Archive

Dear Workforce What Role Does Employee Training Play in Improving Our Customer Service Standards

By Staff Report

Dec. 22, 2005

Dear Recruiting for Results:



Let’s begin with some detective work.

As a start, you’ll want to identify the specific outcomes you are looking for. What does “best-in-class customer service” mean, for example? What does it look and feel like in your particular industry? How, and by what measures, will you know when you achieve that level of performance? Where are the gaps between current and desired performance? Then ask yourself: To what degree is training related to bridging each of the individual gaps?

Remember that training is not the silver bullet answer to all (or even most) performance deficiencies.

Armed with the answers to these questions, some hard data and, perhaps most importantly, a bone-honest assessment of how willing and able your organization is to make this journey, you should have a pretty good idea of the general direction your training effort needs to take.

Some specific suggestions:

1. On the premise that great cakes start with great ingredients, the only way you’ll be able to deliver world-class service is through world-class employees who are playing their A-game every day. You should devote a large chunk of your training to ensuring that your managers are proficient at recruiting, selecting and leading.

Given that you will get the culture that you measure and reward, it is important to focus on things such as new-hire success rates, morale/engagement levels and bench strength. In the rewards area, if you’re not linking at least 25 percent of each manager’s variable income to the quality of his or her recruiting efforts, you’re not serious about this.

2. Most organizations define their service standards and related training regimen too narrowly for each employee group. For example, bank tellers who are taught only to process deposit and withdrawal transactions will, through no fault of their own, cause the bank to miss out on making loans and selling other types of services. At a minimum, every employee–repeat, every employee–should be trained and required to periodically demonstrate basic knowledge of the organization’s products and services.

This is good for human resources folks, too. (While at FedEx, I required our entire human resources staff, myself included, to periodically take and pass the same “features of service” test the company’s couriers and service agents are given.)

3. Every organization needs to establish and vigorously manage a big internal scoreboard of its “service quality index,” an amalgam of individual service-related metrics. Make sure your employees see this and understand its relation to their efforts.

4. Let your benchmarking efforts wander beyond the immediate playing field of industry peers and the same old tired metrics. Find out what you can learn and how you might compare your habits and results (both leadership and operational) to those of world-class service organizations like Singapore Airlines, Ritz-Carlton, Pebble Beach Resort, Amazon.com, Lexus, Starbucks and the like.

Most of all, have some fun with it. Good luck.

SOURCE: Richard Hadden and Bill Catlette, co-authors,Contented Cows Give Better Milk, www.ContentedCows.com, March 10, 2005.

The information contained in this article is intended to provide useful information on the topic covered, but should not be construed as legal advice or a legal opinion. Also remember that state laws may differ from the federal law.

Ask a Question
Dear Workforce Newsletter

Schedule, engage, and pay your staff in one system with Workforce.com.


Activity:
Find the lines below that contain the word "histogram" and count them. Only the number should be given.

Data entries for graphics:
◆ ◆ ◆ ◆ ◆ ◆ ◆

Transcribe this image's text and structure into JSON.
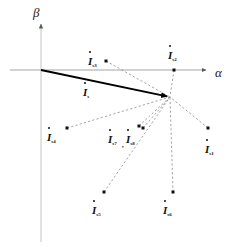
{
  "figure": {
    "title": "",
    "axes": {
      "alpha": {
        "label": "α",
        "x": 215,
        "y": 66
      },
      "beta": {
        "label": "β",
        "x": 33,
        "y": 6
      }
    }
  },
  "chart_data": {
    "type": "scatter",
    "title": "",
    "xlabel": "α",
    "ylabel": "β",
    "grid": false,
    "legend": null,
    "origin": {
      "x": 41,
      "y": 70
    },
    "main_vector": {
      "name": "I_s",
      "label_base": "I",
      "label_sub": "s",
      "from": {
        "x": 41,
        "y": 70
      },
      "to": {
        "x": 170,
        "y": 97
      },
      "style": "solid-bold-arrow",
      "label_pos": {
        "x": 83,
        "y": 83
      }
    },
    "hub": {
      "x": 170,
      "y": 97
    },
    "points": [
      {
        "name": "I_s3",
        "label_base": "I",
        "label_sub": "s3",
        "dot": {
          "x": 106,
          "y": 61
        },
        "label_pos": {
          "x": 88,
          "y": 52
        },
        "connector": "dashed-to-hub"
      },
      {
        "name": "I_s2",
        "label_base": "I",
        "label_sub": "s2",
        "dot": {
          "x": 174,
          "y": 70
        },
        "label_pos": {
          "x": 168,
          "y": 46
        },
        "connector": "dashed-to-hub"
      },
      {
        "name": "I_s4",
        "label_base": "I",
        "label_sub": "s4",
        "dot": {
          "x": 67,
          "y": 128
        },
        "label_pos": {
          "x": 47,
          "y": 128
        },
        "connector": "dashed-to-hub"
      },
      {
        "name": "I_s7",
        "label_base": "I",
        "label_sub": "s7",
        "dot": {
          "x": 139,
          "y": 126
        },
        "label_pos": {
          "x": 108,
          "y": 130
        },
        "connector": "dashed-to-hub"
      },
      {
        "name": "I_s8",
        "label_base": "I",
        "label_sub": "s8",
        "dot": {
          "x": 143,
          "y": 128
        },
        "label_pos": {
          "x": 126,
          "y": 130
        },
        "connector": "dashed-to-hub"
      },
      {
        "name": "I_s1",
        "label_base": "I",
        "label_sub": "s1",
        "dot": {
          "x": 208,
          "y": 128
        },
        "label_pos": {
          "x": 205,
          "y": 140
        },
        "connector": "dashed-to-hub"
      },
      {
        "name": "I_s5",
        "label_base": "I",
        "label_sub": "s5",
        "dot": {
          "x": 104,
          "y": 192
        },
        "label_pos": {
          "x": 92,
          "y": 201
        },
        "connector": "dashed-to-hub"
      },
      {
        "name": "I_s6",
        "label_base": "I",
        "label_sub": "s6",
        "dot": {
          "x": 173,
          "y": 192
        },
        "label_pos": {
          "x": 163,
          "y": 201
        },
        "connector": "dashed-to-hub"
      }
    ],
    "separators": [
      {
        "text": ",",
        "x": 122,
        "y": 134
      }
    ],
    "colors": {
      "axis": "#9a9a9a",
      "vector": "#000000",
      "dashed": "#8c8c8c",
      "dot": "#111111",
      "text": "#111111",
      "background": "#ffffff"
    }
  }
}
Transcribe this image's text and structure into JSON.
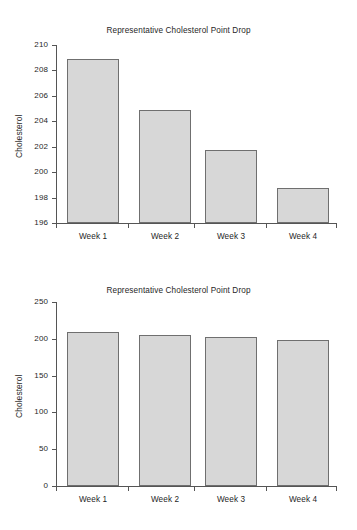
{
  "page": {
    "background_color": "#ffffff",
    "bar_fill_color": "#d7d7d7",
    "bar_border_color": "#6f6f6f",
    "axis_color": "#555555",
    "text_color": "#1f1f1f"
  },
  "chart_data": [
    {
      "id": "top",
      "type": "bar",
      "title": "Representative Cholesterol Point Drop",
      "xlabel": "",
      "ylabel": "Cholesterol",
      "categories": [
        "Week 1",
        "Week 2",
        "Week 3",
        "Week 4"
      ],
      "values": [
        208.9,
        204.85,
        201.75,
        198.75
      ],
      "ylim": [
        196,
        210
      ],
      "yticks": [
        196,
        198,
        200,
        202,
        204,
        206,
        208,
        210
      ],
      "ytick_labels": [
        "196",
        "198",
        "200",
        "202",
        "204",
        "206",
        "208",
        "210"
      ],
      "grid": false,
      "legend": false
    },
    {
      "id": "bottom",
      "type": "bar",
      "title": "Representative Cholesterol Point Drop",
      "xlabel": "",
      "ylabel": "Cholesterol",
      "categories": [
        "Week 1",
        "Week 2",
        "Week 3",
        "Week 4"
      ],
      "values": [
        209,
        205,
        203,
        199
      ],
      "ylim": [
        0,
        250
      ],
      "yticks": [
        0,
        50,
        100,
        150,
        200,
        250
      ],
      "ytick_labels": [
        "0",
        "50",
        "100",
        "150",
        "200",
        "250"
      ],
      "grid": false,
      "legend": false
    }
  ]
}
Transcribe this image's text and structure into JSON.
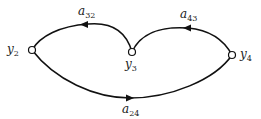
{
  "diagram": {
    "type": "signal-flow-graph",
    "nodes": [
      {
        "id": "y2",
        "base": "y",
        "sub": "2",
        "x": 32,
        "y": 50
      },
      {
        "id": "y3",
        "base": "y",
        "sub": "3",
        "x": 132,
        "y": 52
      },
      {
        "id": "y4",
        "base": "y",
        "sub": "4",
        "x": 232,
        "y": 55
      }
    ],
    "edges": [
      {
        "id": "a32",
        "from": "y3",
        "to": "y2",
        "base": "a",
        "sub": "32"
      },
      {
        "id": "a43",
        "from": "y4",
        "to": "y3",
        "base": "a",
        "sub": "43"
      },
      {
        "id": "a24",
        "from": "y2",
        "to": "y4",
        "base": "a",
        "sub": "24"
      }
    ],
    "colors": {
      "line": "#111111",
      "node_fill": "#ffffff",
      "background": "#ffffff"
    }
  }
}
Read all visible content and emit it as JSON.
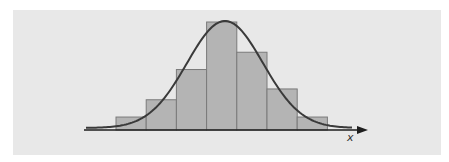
{
  "chart_data": {
    "type": "bar",
    "subtype": "histogram with normal curve overlay",
    "title": "",
    "xlabel": "x",
    "ylabel": "",
    "categories": [
      "bin1",
      "bin2",
      "bin3",
      "bin4",
      "bin5",
      "bin6",
      "bin7"
    ],
    "values": [
      1.2,
      2.8,
      5.6,
      10.0,
      7.2,
      3.8,
      1.2
    ],
    "series": [
      {
        "name": "histogram",
        "values": [
          1.2,
          2.8,
          5.6,
          10.0,
          7.2,
          3.8,
          1.2
        ]
      },
      {
        "name": "normal-curve",
        "kind": "line",
        "peak_position": "between bin4 center and left edge of bin5"
      }
    ],
    "tick_labels": [],
    "grid": false,
    "legend": null,
    "axes": {
      "x_arrow": true,
      "y_axis_visible": false
    }
  },
  "colors": {
    "background": "#e8e8e8",
    "bar_fill": "#b4b4b4",
    "bar_stroke": "#7a7a7a",
    "curve": "#3a3a3a",
    "axis": "#1e1e1e"
  },
  "labels": {
    "x_axis": "x"
  }
}
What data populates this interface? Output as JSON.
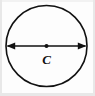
{
  "figure": {
    "name": "circle-with-diameter",
    "background_color": "#fdfdfd",
    "stroke_color": "#111111",
    "labels": {
      "center_point": "C"
    },
    "geometry": {
      "circle": {
        "cx": 46.5,
        "cy": 46,
        "r": 40.5,
        "stroke_width": 1.6
      },
      "center_dot": {
        "cx": 46.5,
        "cy": 46,
        "r": 2.0
      },
      "diameter_arrow": {
        "x1": 7.5,
        "x2": 85.5,
        "y": 46,
        "stroke_width": 1.4,
        "arrowhead_length": 8,
        "arrowhead_half_width": 3.6,
        "double_headed": true
      },
      "center_label_position": {
        "x": 46.5,
        "y": 64,
        "font_size": 13
      }
    }
  }
}
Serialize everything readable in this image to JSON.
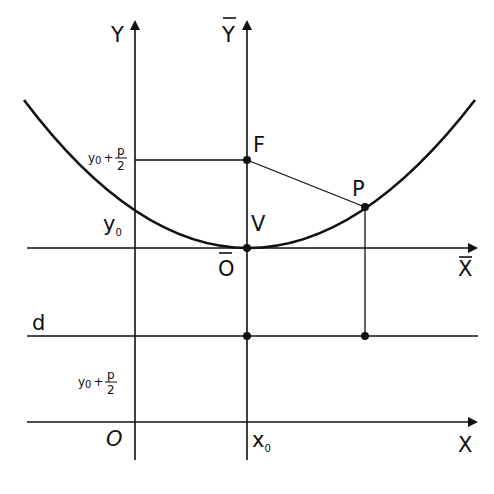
{
  "diagram": {
    "colors": {
      "stroke": "#111111",
      "background": "#ffffff"
    },
    "axes": {
      "Y": {
        "label": "Y"
      },
      "Ybar": {
        "label": "Y",
        "overbar": true
      },
      "Xbar": {
        "label": "X",
        "overbar": true
      },
      "X": {
        "label": "X"
      }
    },
    "labels": {
      "origin": "O",
      "origin_bar": "O",
      "vertex": "V",
      "focus": "F",
      "point": "P",
      "directrix": "d",
      "y0": "y",
      "y0_sub": "0",
      "x0": "x",
      "x0_sub": "0",
      "focus_level_y": "y",
      "focus_level_sub": "0",
      "focus_level_plus": "+",
      "focus_level_p": "p",
      "focus_level_2": "2",
      "directrix_level_y": "y",
      "directrix_level_sub": "0",
      "directrix_level_plus": "+",
      "directrix_level_p": "p",
      "directrix_level_2": "2"
    },
    "points": [
      {
        "name": "V",
        "x": 247,
        "y": 248
      },
      {
        "name": "F",
        "x": 247,
        "y": 160
      },
      {
        "name": "P",
        "x": 365,
        "y": 207
      },
      {
        "name": "directrix-foot-V",
        "x": 247,
        "y": 336
      },
      {
        "name": "directrix-foot-P",
        "x": 365,
        "y": 336
      }
    ]
  }
}
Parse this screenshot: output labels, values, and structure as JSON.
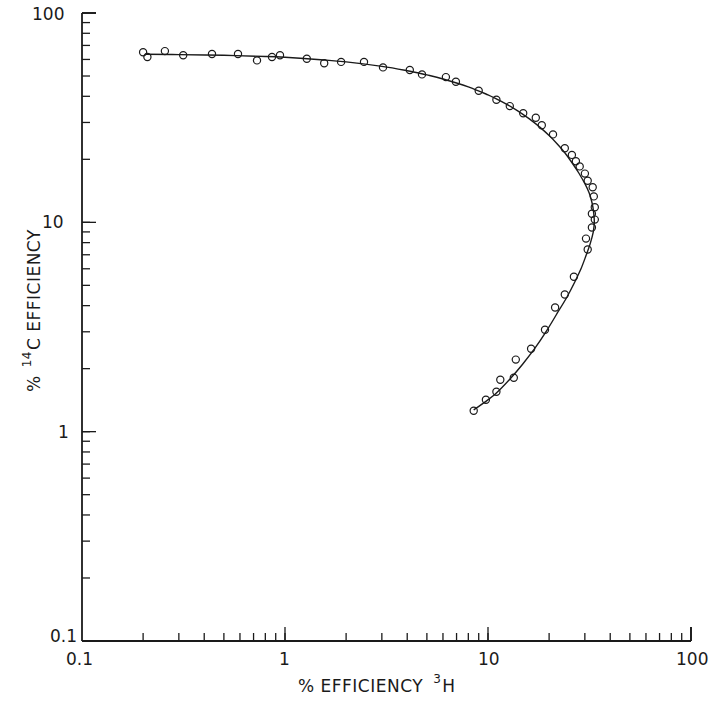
{
  "chart_data": {
    "type": "scatter",
    "title": "",
    "xlabel": "% EFFICIENCY 3H",
    "xlabel_parts": {
      "prefix": "% EFFICIENCY",
      "sup": "3",
      "suffix": "H"
    },
    "ylabel": "% 14C EFFICIENCY",
    "ylabel_parts": {
      "prefix": "%",
      "sup": "14",
      "suffix": "C EFFICIENCY"
    },
    "xscale": "log",
    "yscale": "log",
    "xlim": [
      0.1,
      100
    ],
    "ylim": [
      0.1,
      100
    ],
    "x_tick_labels": [
      "0.1",
      "1",
      "10",
      "100"
    ],
    "y_tick_labels": [
      "0.1",
      "1",
      "10",
      "100"
    ],
    "y_origin_label": "0.1",
    "grid": false,
    "legend": null,
    "series": [
      {
        "name": "measured",
        "style": "open-circle",
        "points": [
          [
            0.2,
            65.0
          ],
          [
            0.21,
            61.6
          ],
          [
            0.256,
            65.8
          ],
          [
            0.315,
            62.8
          ],
          [
            0.437,
            63.7
          ],
          [
            0.587,
            63.7
          ],
          [
            0.728,
            59.4
          ],
          [
            0.863,
            61.6
          ],
          [
            0.945,
            62.8
          ],
          [
            1.28,
            60.5
          ],
          [
            1.56,
            57.5
          ],
          [
            1.89,
            58.4
          ],
          [
            2.45,
            58.4
          ],
          [
            3.04,
            55.0
          ],
          [
            4.12,
            53.4
          ],
          [
            4.73,
            50.9
          ],
          [
            6.2,
            49.4
          ],
          [
            6.95,
            46.9
          ],
          [
            9.0,
            42.5
          ],
          [
            11.0,
            38.5
          ],
          [
            12.8,
            35.9
          ],
          [
            14.9,
            33.2
          ],
          [
            17.2,
            31.6
          ],
          [
            18.4,
            29.1
          ],
          [
            20.9,
            26.3
          ],
          [
            23.9,
            22.6
          ],
          [
            25.9,
            21.0
          ],
          [
            27.1,
            19.6
          ],
          [
            28.3,
            18.5
          ],
          [
            30.0,
            17.1
          ],
          [
            31.0,
            15.8
          ],
          [
            32.8,
            14.7
          ],
          [
            33.2,
            13.3
          ],
          [
            33.6,
            11.8
          ],
          [
            32.5,
            11.0
          ],
          [
            33.6,
            10.3
          ],
          [
            32.5,
            9.45
          ],
          [
            30.4,
            8.36
          ],
          [
            31.0,
            7.42
          ],
          [
            26.5,
            5.5
          ],
          [
            23.9,
            4.52
          ],
          [
            21.4,
            3.92
          ],
          [
            19.1,
            3.07
          ],
          [
            16.3,
            2.49
          ],
          [
            13.7,
            2.21
          ],
          [
            11.5,
            1.77
          ],
          [
            13.4,
            1.81
          ],
          [
            11.0,
            1.55
          ],
          [
            9.77,
            1.42
          ],
          [
            8.5,
            1.26
          ]
        ]
      },
      {
        "name": "fitted curve",
        "style": "line",
        "points": [
          [
            0.205,
            63.5
          ],
          [
            0.3,
            63.3
          ],
          [
            0.5,
            62.8
          ],
          [
            0.8,
            62.0
          ],
          [
            1.0,
            61.4
          ],
          [
            1.5,
            59.8
          ],
          [
            2.0,
            58.4
          ],
          [
            3.0,
            55.6
          ],
          [
            4.0,
            53.0
          ],
          [
            5.0,
            50.6
          ],
          [
            6.0,
            48.4
          ],
          [
            8.0,
            44.4
          ],
          [
            10.0,
            40.6
          ],
          [
            12.0,
            37.2
          ],
          [
            14.0,
            34.1
          ],
          [
            16.0,
            31.2
          ],
          [
            18.0,
            28.5
          ],
          [
            20.0,
            26.0
          ],
          [
            22.0,
            23.6
          ],
          [
            24.0,
            21.4
          ],
          [
            26.0,
            19.2
          ],
          [
            28.0,
            17.2
          ],
          [
            30.0,
            15.3
          ],
          [
            31.5,
            13.8
          ],
          [
            32.6,
            12.3
          ],
          [
            33.2,
            11.0
          ],
          [
            33.4,
            10.0
          ],
          [
            33.0,
            9.0
          ],
          [
            32.0,
            8.0
          ],
          [
            30.5,
            7.0
          ],
          [
            28.7,
            6.0
          ],
          [
            26.8,
            5.2
          ],
          [
            24.5,
            4.4
          ],
          [
            22.0,
            3.7
          ],
          [
            19.5,
            3.05
          ],
          [
            17.0,
            2.5
          ],
          [
            14.8,
            2.1
          ],
          [
            12.8,
            1.78
          ],
          [
            11.0,
            1.53
          ],
          [
            9.6,
            1.38
          ],
          [
            8.5,
            1.27
          ]
        ]
      }
    ]
  }
}
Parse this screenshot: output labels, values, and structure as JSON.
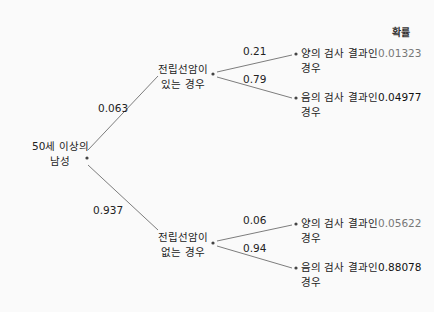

◆ ◆ ◆ ◆ ◆ ◆ ◆

Finished task:
2